Sunday, April 15, 2007

In the Chaos of Clutter

Why is it so hard to keep a house clean and organized? Well, for me, the difficulty is compounded by the fact that as an interiors stylist for magazines I travel four or five days a week to make other people’s houses look camera-ready and by the time I get back to my own home I’m so tired of moving other people’s stuff around that I’d rather just collapse on the sofa, glass of wine in hand.

The very fact that I am a stylist means I have to have a lot of stuff on hand for photo shoots and I accumulate accessories at a ridiculous rate. Imagine if Imelda Marcos had a fetish not only for shoes, but also ironstone, milk glass, woven baskets, trays of all shapes and sizes, and enough vases and pots to transplant the Brooklyn Botanical Garden to Boise, Idaho. While I do have a prop room (it was once a very small bedroom), things spill out into the hallway, across the dining room table, into the living room, and replace useful kitchen pieces (basically all of my kitchen cabinets are now display areas for props). Plastic containers line one wall of the master bedroom. I have half a closet filled with tablecloths and throws of every color. I have another closet filled with all the items you would associate with a small business—reams of paper, compact discs, shipping materials, and rolls of bubble wrap. It’s amazing how much space that stuff takes up.

Further complicating manners is that as a writer and stylist I need to see what’s going on with the magazines for whom I work as well as their competition. I subscribe to dozens of magazines a month and constantly scour newsstands for new ones. I also receive in the mail new design books every month and continue to purchase those books I know I should get around to reading—The Architecture of Happiness, Domesticities, Albert Hadley. That along with my writer-husband’s passion for reading three or four newspapers a day (he refuses to do so online), makes our 1,600-square-foot house a virtual tinderbox awaiting a light.
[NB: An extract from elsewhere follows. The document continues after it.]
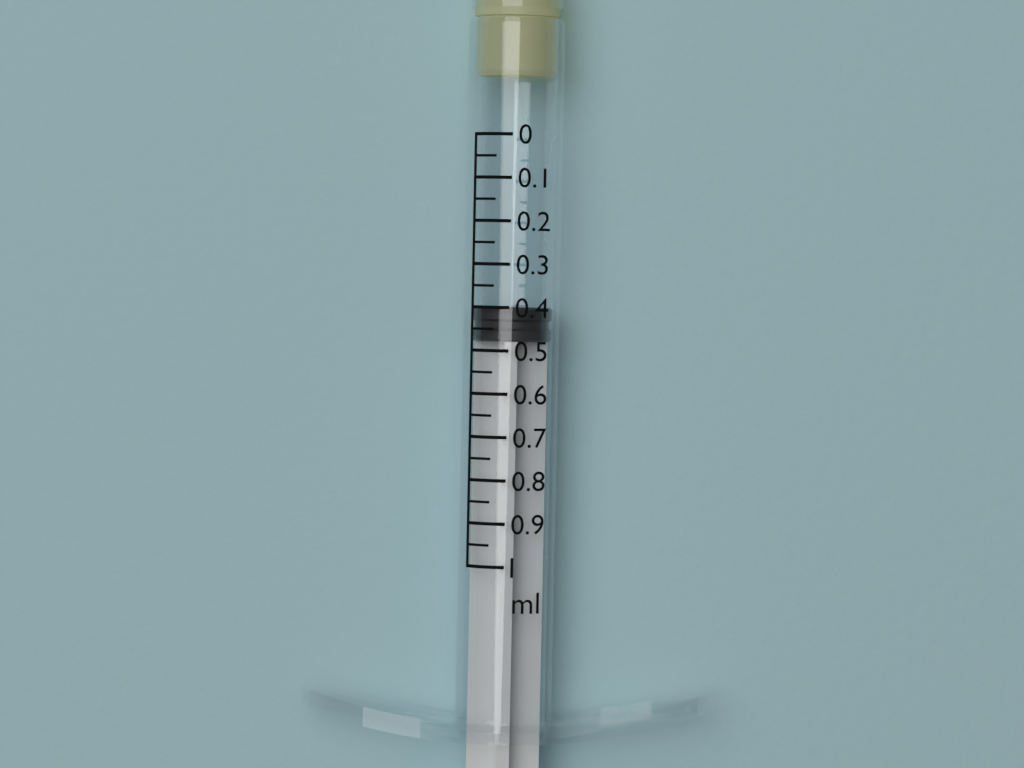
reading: 0.40 ml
The bottom line is that at some point in this long winter I made a decision that I could no longer be overwhelmed by my own home. I love this house, but it got to the point where I dreaded coming home to it because of the mess. Who wouldn’t choose an empty hotel room over a house that looked like it needed a bulldozer to carve a path from the kitchen to the dining room? I was overwhelmed by the mess, the clutter, the props, the inability to clean because there’s so much crap everywhere. It was even affecting my marriage. My poor husband felt like he was being forced out of his own home by piles of throw pillows, the numerous plants I bring home, and just the piles of junk I was accumulating.

So here in lies my fight to reclaim my house from clutter. Suggestions are welcome and good ones will be posted!